Revisiting Audio-language Pretraining for Learning General-purpose Audio Representation
Wei-Cheng Tseng, Xuanru Zhou, Mingyue Huo, Yiwen Shao, Hao Zhang, Dong Yu
TL;DR
The paper addresses the challenge of learning general-purpose audio representations through audio–language pretraining, which has lagged behind vision-language progress. It introduces CaptionStew, a large and diverse dataset of 9.3M audio samples with 10.7M captions (37,290 hours), and conducts the first thorough, cross-task evaluation comparing contrastive and captioning objectives across speech, music, and environmental sounds. Key findings reveal that contrastive learning offers data efficiency for discriminative tasks, while captioning scales better for language-involved audio understanding, with initialization benefits diminishing at scale; collectively, these results establish audio–language pretraining as a viable path toward universal audio representations. The work also provides reproducible pipelines, data preparation recipes, and pretrained models to accelerate progress in universal audio understanding. The analysis highlights the value of diverse caption sources and suggests avenues for improving caption diversity to further boost representation quality.
Abstract
Audio-language pretraining holds promise for general-purpose audio understanding, yet remains underexplored compared to its vision counterpart. While vision-language models like CLIP serve as widely adopted foundations, existing audio-language models primarily excel at retrieval tasks with limited adoption as general-purpose encoders. We identify three key barriers: limited large-scale audio-text corpora, insufficient caption diversity, and lack of systematic exploration and evaluation. To this end, we introduce CaptionStew, a 10.7M caption dataset aggregating diverse open-source audio-text corpora across multiple domains and captioning styles. Using this resource, we conduct the first comprehensive evaluation comparing contrastive and captioning objectives for audio representation learning across speech, music, and environmental sound tasks. Our results demonstrate that audio-language pretraining yields competitive, transferable representations. Through systematic data-scaling experiments, we reveal complementary objective strengths: contrastive learning achieves superior data efficiency at smaller scales, while captioning demonstrates better scalability on language-involved audio understanding tasks. We also find that common supervised initialization practices provide diminishing returns at scale, challenging current approaches. These findings establish audio-language pretraining as a viable pathway toward general-purpose audio representations, guiding future research. To accelerate progress, we release data preparation recipes, training protocols, and pretrained models, paving the way toward universal audio understanding.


— WHAT YOU NEED TO DO —
Return, word for word, only the lines from the one containing "Read all visible content and emit it as JSON." through the last line of the entries.

Segment Start: GIVEN DATA

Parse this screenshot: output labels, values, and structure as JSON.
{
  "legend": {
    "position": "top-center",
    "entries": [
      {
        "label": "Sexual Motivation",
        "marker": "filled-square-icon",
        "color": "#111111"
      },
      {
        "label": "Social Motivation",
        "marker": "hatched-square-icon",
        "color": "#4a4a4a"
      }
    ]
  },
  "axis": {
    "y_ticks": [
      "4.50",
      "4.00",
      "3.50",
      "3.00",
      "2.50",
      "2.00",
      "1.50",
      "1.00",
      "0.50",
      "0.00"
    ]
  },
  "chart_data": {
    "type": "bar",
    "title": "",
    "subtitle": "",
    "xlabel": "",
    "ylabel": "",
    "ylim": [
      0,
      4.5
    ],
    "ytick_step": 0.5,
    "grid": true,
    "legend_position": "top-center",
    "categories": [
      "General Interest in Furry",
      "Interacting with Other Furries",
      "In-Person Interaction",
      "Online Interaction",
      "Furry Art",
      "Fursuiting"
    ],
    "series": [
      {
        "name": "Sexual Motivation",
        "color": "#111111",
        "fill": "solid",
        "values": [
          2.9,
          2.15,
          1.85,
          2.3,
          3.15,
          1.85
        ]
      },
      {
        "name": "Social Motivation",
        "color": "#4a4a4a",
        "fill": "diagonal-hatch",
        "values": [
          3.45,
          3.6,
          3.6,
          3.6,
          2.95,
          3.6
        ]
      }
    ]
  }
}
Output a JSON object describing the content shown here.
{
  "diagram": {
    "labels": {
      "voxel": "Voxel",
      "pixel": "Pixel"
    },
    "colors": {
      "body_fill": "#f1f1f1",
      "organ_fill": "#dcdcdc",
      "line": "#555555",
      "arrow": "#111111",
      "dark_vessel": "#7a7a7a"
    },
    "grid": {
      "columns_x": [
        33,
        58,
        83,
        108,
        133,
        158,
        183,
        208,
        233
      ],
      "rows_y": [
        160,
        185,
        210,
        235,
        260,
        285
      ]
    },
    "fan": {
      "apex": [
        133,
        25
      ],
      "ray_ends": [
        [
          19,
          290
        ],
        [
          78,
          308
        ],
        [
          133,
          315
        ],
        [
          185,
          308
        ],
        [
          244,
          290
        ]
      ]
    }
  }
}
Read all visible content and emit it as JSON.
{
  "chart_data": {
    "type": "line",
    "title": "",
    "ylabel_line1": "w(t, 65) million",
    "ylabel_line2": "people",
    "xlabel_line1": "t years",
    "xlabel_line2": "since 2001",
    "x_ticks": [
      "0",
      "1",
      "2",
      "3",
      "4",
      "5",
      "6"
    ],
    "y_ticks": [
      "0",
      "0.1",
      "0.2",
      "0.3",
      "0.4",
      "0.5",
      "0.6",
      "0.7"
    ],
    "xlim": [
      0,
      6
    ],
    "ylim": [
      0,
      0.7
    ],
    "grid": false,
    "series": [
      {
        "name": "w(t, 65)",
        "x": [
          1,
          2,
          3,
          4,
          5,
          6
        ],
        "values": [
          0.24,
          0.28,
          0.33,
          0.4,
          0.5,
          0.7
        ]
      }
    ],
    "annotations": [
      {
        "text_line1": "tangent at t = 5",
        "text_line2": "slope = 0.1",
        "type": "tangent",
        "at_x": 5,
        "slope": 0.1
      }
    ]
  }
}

Segment End: GIVEN DATA

— REPLY —
Read all visible content and emit it as JSON.
{
  "chart_data": {
    "type": "line",
    "title": "",
    "ylabel_line1": "w(t, 65) million",
    "ylabel_line2": "people",
    "xlabel_line1": "t years",
    "xlabel_line2": "since 2001",
    "x_ticks": [
      "0",
      "1",
      "2",
      "3",
      "4",
      "5",
      "6"
    ],
    "y_ticks": [
      "0",
      "0.1",
      "0.2",
      "0.3",
      "0.4",
      "0.5",
      "0.6",
      "0.7"
    ],
    "xlim": [
      0,
      6
    ],
    "ylim": [
      0,
      0.7
    ],
    "grid": false,
    "series": [
      {
        "name": "w(t, 65)",
        "x": [
          1,
          2,
          3,
          4,
          5,
          6
        ],
        "values": [
          0.24,
          0.28,
          0.33,
          0.4,
          0.5,
          0.7
        ]
      }
    ],
    "annotations": [
      {
        "text_line1": "tangent at t = 5",
        "text_line2": "slope = 0.1",
        "type": "tangent",
        "at_x": 5,
        "slope": 0.1
      }
    ]
  }
}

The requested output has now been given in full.